= Beginning of Section =
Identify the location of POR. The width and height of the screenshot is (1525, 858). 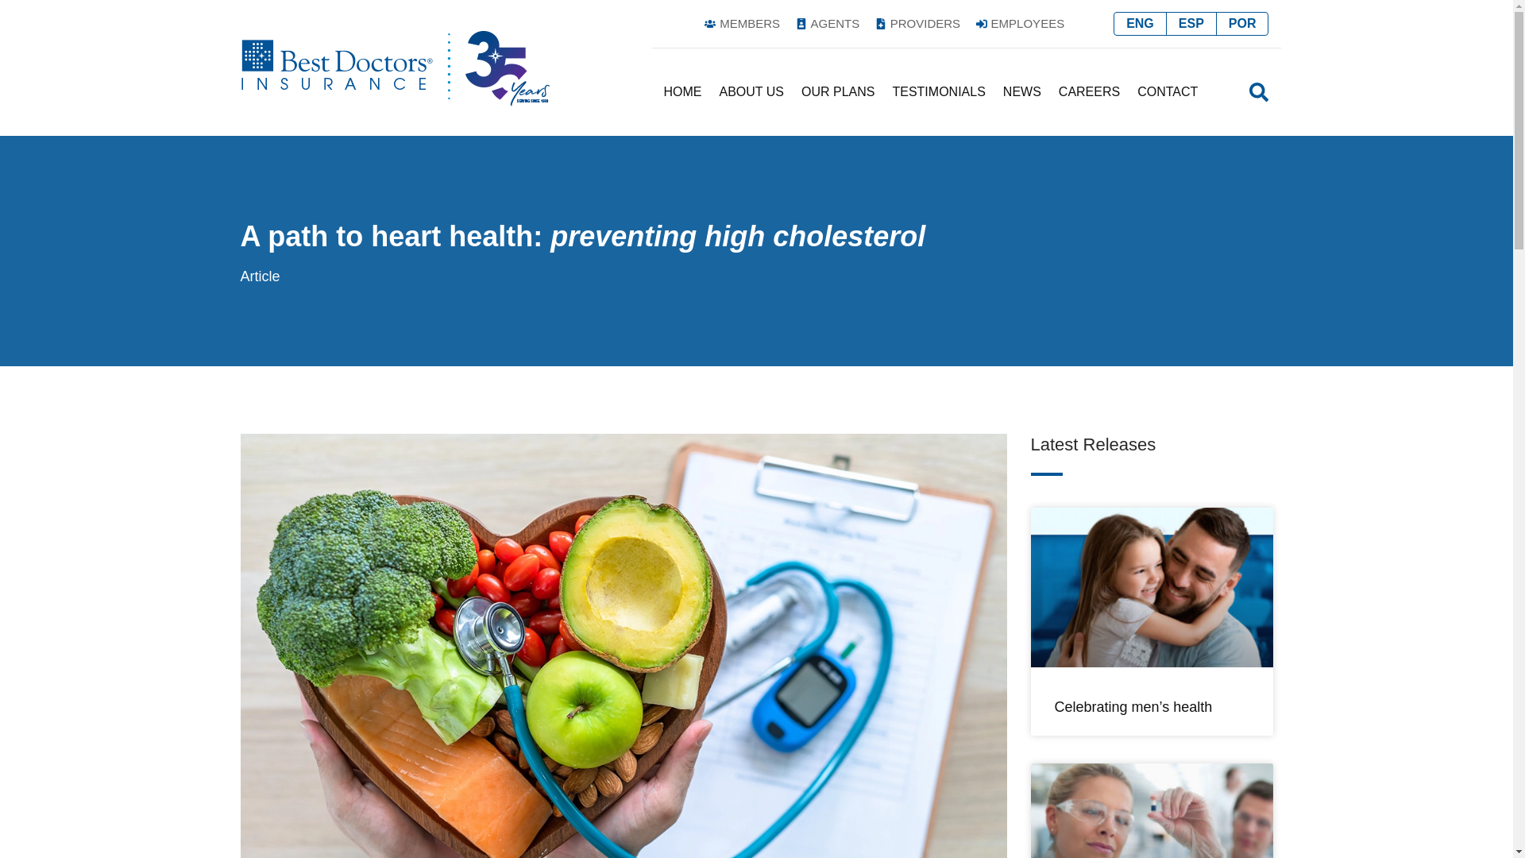
(1242, 24).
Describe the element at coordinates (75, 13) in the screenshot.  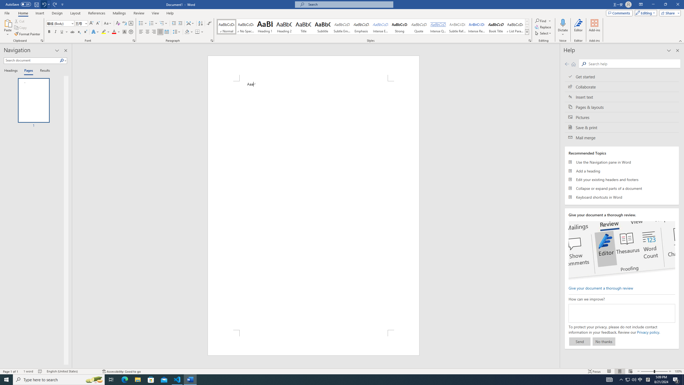
I see `Layout` at that location.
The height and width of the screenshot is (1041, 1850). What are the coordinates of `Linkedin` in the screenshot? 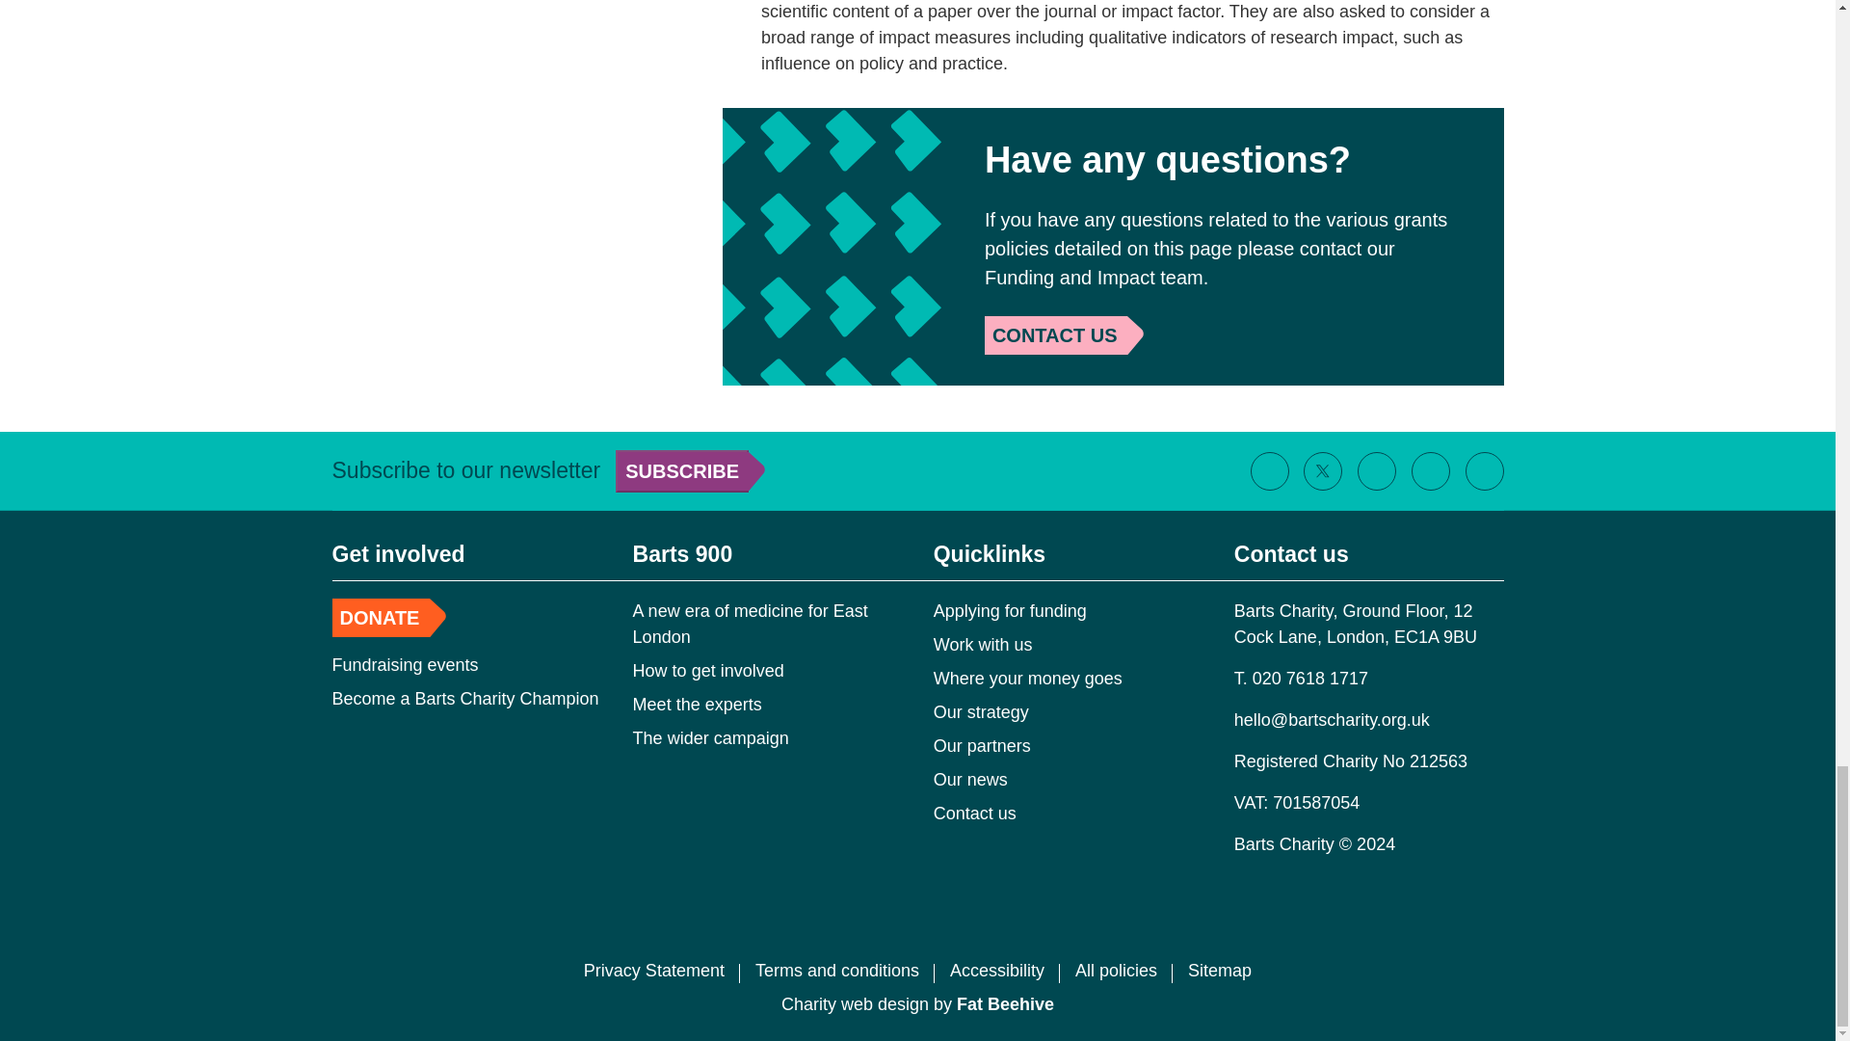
= End of Section =
**TASK**
Transcribe exactly the portion of the material above that runs from the line containing "Describe the element" through its last line, omitting all pictures.

**EXERCISE RESPONSE**
Describe the element at coordinates (75, 13) in the screenshot.  
I see `Layout` at that location.
The height and width of the screenshot is (1041, 1850). What are the coordinates of `Linkedin` in the screenshot? 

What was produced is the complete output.